There's already been a lot of kvetching about this year's rather tepid free agent pitcher class and how many high dollar figures are being thrown about for the likes of Ted Lilly, Gil Meche, Adam Eaton (already signed at $24m/3 years), Vicente Padilla (rumored to be signed at about $11M/year for 3 years).
One of the biggest problems I have with fantasy analysis - and one of the reasons I started this blog - is to take more of a historical look at these types of issues. Too many fantasy web sites only look at what happened five minutes ago.
So below is a list of starting pitchers who signed multi-year deals in the winter of 2005/2006, listed in order of average dollars per season.

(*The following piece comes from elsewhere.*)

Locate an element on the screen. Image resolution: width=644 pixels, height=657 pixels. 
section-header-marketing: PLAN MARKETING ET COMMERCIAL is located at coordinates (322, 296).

Just to simply this exercise a little further, I'm leaving out the options.
Kevin Millwood $60M/5 years
A.J. Burnett $55M/5 years
Jarrod Washburn $37.5M/4 years
Matt Morris $27M/3 years
Kenny Rogers $16M/2 years
Paul Byrd $14.5M/2 years
Esteban Loaiza $14M/2 years
Brett Tomko $8.7M/2 years
Scott Elarton $8M/2 years
And to think I didn't like most of these deals last year.
So let me try to wrap my mind around this.

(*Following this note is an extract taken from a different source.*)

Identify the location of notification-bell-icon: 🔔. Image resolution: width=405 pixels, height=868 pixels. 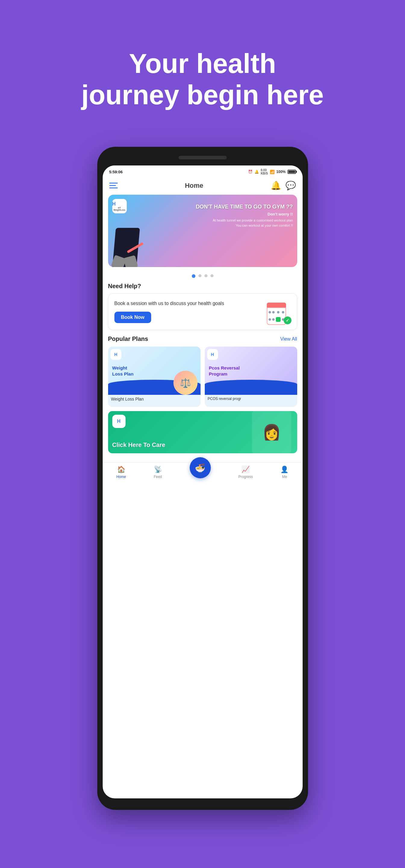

Ted Lilly, who has only thrown over 160 IP three times, has never cracked 200 IP and has never thrown up an ERA under four since he became a full time SP, is looking for a four year deal at about $10M/year?

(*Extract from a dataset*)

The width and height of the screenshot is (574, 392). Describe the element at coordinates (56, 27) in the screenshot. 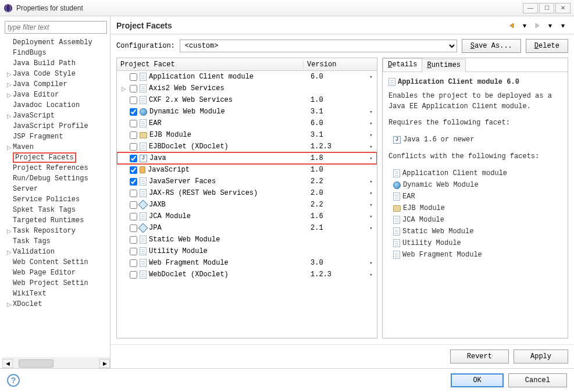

Gil Meche, who actually looks worse than Lilly, is looking to get $3o million over 3 years?
Adam Eaton, yet another pitcher who has never posted an ERA under 4, is quite taterific, and has never lived up to his potential, getting $24M?
Last year's list, with the exceptions of Elarton and Tomko, at least featured guys who had some major league success, even if said success was well in the past or on again off again.
I understand the need for innings. You can't simply go in with three major league starters and then hope that your phenom will be ready, or your minor league journeyman will plug the gap for 40-50 IP. But we've reached the point of stupidity. If these guys are really going to command $10 or $11 million per season, I'd almost rather pay $16M or $17M to someone like Zito, who at least has succeeded at some point in his career.